Eulie felt the change in demeanor of the man beside her. He was obviously still very annoyed, but she knew from her own experience how hard it was to maintain a stern countenance in the face of the genuine sweetness of her twin sisters.

The two plopped down on their knees on the ground beside the amputee cart. Their nearness seemed to starde the older man, and Eulie wondered how long it had been since he had been truly close to anyone.

When Uncle Jeptha continued not to speak, Eulie posed a question.

“What happened to the goat?” she asked.

He looked up at her, surprised.

“A goat!” Nora May looked delightedly into the eyes of her twin.

“A goat pulling a sulky would be even better than a dog,” Cora Fay agreed.

“There ain’t no sulky,” Uncle Jeptha told them. “The harness is to pull this cart.
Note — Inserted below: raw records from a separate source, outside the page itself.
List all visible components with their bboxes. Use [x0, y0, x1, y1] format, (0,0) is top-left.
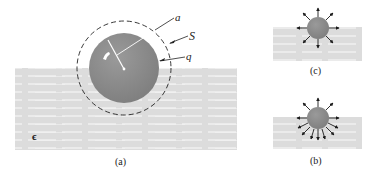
label-s: S: [189, 29, 195, 43]
caption-c: (c): [310, 65, 321, 77]
label-epsilon: ϵ: [32, 130, 37, 142]
panel-c: (c): [273, 8, 362, 77]
figure: a S q ϵ (a) (c): [0, 0, 377, 175]
caption-b: (b): [310, 155, 322, 167]
caption-a: (a): [115, 156, 126, 168]
panel-a: a S q ϵ (a): [15, 11, 237, 168]
label-a: a: [175, 11, 181, 23]
sphere-c: [307, 17, 329, 39]
panel-b: (b): [273, 98, 362, 167]
label-q: q: [186, 50, 192, 62]
sphere-b: [307, 107, 329, 129]
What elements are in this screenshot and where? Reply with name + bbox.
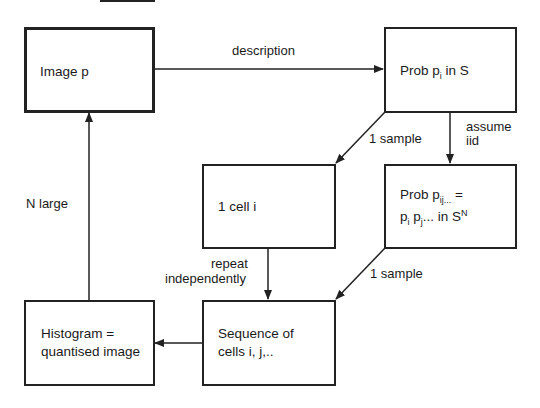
node-prob-sn-line2: pi pj... in SN — [400, 207, 468, 227]
edge-label-description: description — [232, 42, 295, 59]
node-histogram-line1: Histogram = — [41, 324, 114, 344]
edge-label-independently: independently — [165, 270, 246, 287]
node-sequence-line2: cells i, j,.. — [218, 342, 274, 362]
node-sequence-line1: Sequence of — [218, 324, 294, 344]
node-sequence: Sequence of cells i, j,.. — [202, 300, 336, 386]
edge-label-1-sample-top: 1 sample — [369, 130, 422, 147]
node-prob-sn: Prob pij... = pi pj... in SN — [384, 164, 517, 249]
prob-sn-l2-tail: ... in S — [423, 209, 461, 224]
node-cell: 1 cell i — [202, 164, 336, 249]
prob-s-tail: in S — [442, 63, 469, 78]
node-cell-label: 1 cell i — [218, 197, 256, 217]
node-prob-s: Prob pi in S — [384, 27, 517, 113]
node-histogram-line2: quantised image — [41, 342, 140, 362]
node-prob-sn-line1: Prob pij... = — [400, 185, 463, 205]
prob-s-main: Prob p — [400, 63, 440, 78]
prob-sn-l2-sup: N — [461, 208, 468, 218]
prob-sn-l2-a: p — [400, 209, 408, 224]
prob-sn-l2-b: p — [410, 209, 421, 224]
prob-sn-l1-tail: = — [451, 187, 463, 202]
edge-label-iid: iid — [466, 132, 479, 149]
prob-sn-l1-sub: ij... — [440, 195, 452, 205]
edge-label-1-sample-bottom: 1 sample — [370, 265, 423, 282]
prob-sn-l1-main: Prob p — [400, 187, 440, 202]
edge-label-n-large: N large — [26, 195, 68, 212]
node-image-label: Image p — [40, 62, 89, 82]
node-prob-s-label: Prob pi in S — [400, 61, 469, 81]
node-image: Image p — [24, 27, 155, 113]
node-histogram: Histogram = quantised image — [24, 300, 155, 386]
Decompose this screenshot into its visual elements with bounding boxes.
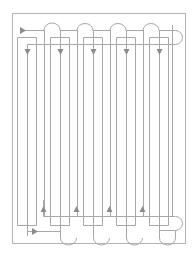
flow-arrows — [20, 27, 163, 235]
up-arrow-icon — [140, 206, 146, 212]
up-arrow-icon — [41, 206, 47, 212]
pipe-layout-diagram — [0, 0, 195, 257]
outlet-arrow-icon — [32, 228, 38, 235]
down-arrow-icon — [58, 49, 64, 55]
inlet-arrow-icon — [20, 27, 26, 34]
down-arrow-icon — [25, 49, 31, 55]
up-arrow-icon — [107, 206, 113, 212]
up-arrow-icon — [74, 206, 80, 212]
down-arrow-icon — [124, 49, 130, 55]
down-arrow-icon — [157, 49, 163, 55]
down-arrow-icon — [91, 49, 97, 55]
supply-pipe — [20, 23, 183, 238]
And the dang goat, why Moss got rid of it ages ago. It has long since been boiled down to soap.”

The children let that reality soak in for a moment but were not deterred by it.

“Old Hound could pull your cart,” Cora Fay said.

“He’s plenty big enough,” her twin agreed.

“That dog ain’t been trained to pull nothing,” Uncle Jeptha answered with annoyance. “He’s a hunting dog.”

“Is he a good one?” Eulie asked.

“Well, sure he is,” Uncle Jeptha man replied. “Moss wouldn’t have nothing less.”

“Then if he’s smart enough to hunt,” Eulie told him, her glance taking in the girls as well. “He’s got to be smart enough to pull a plow … or a cart.”

Uncle Jeptha shook his head. “You’ll never get him to pull anything.”

Eulie nodded. “That’s why we need your help,” she said. “You could train him to help.”

“Yes! Yes!” the twins agreed. “You could train him.”

“Why would I want to do that?” he asked her.

Eulie thought about her answer for a long moment.

The twins’ eyes were wide with unconditional generosity and innocence that was infinitely more compelling than any words could ever be.

“Why should you help us?” Eulie repeated. “Because we need it and because you can.”

At that moment a rabbit took the opportunity to pass through the edge of the woods within sight of the
garden. Old Hound howled for the chase and took off after him, overturning the plow he was hitched to and dragging it with sad results across both the untilled ground and the fledgling new plants of the original garden.

Cries of shock and horror erupted from every voice.

“Stop! Stop!” Eulie begged the animal at the top of her lungs.

He did, finally, after scampering beneath the bottom fence rail, only to be brought up short when the plow wedged itself firmly between the posts.

The dog continued to bark and jerk at the harness to which he was attached. They all surveyed the extensive damage in silence. Beans trampled, potatoes uprooted, the garden now had a nasty gash cut right through its center.

Eulie swallowed the lump in her throat. The husband-man would not be pleased with this day’s work, either, she thought.

She turned back to Uncle Jeptha and determinedly forced a smile to her lips.

“Well at least now we know for sure that he’s strong enough to pull it,” she said.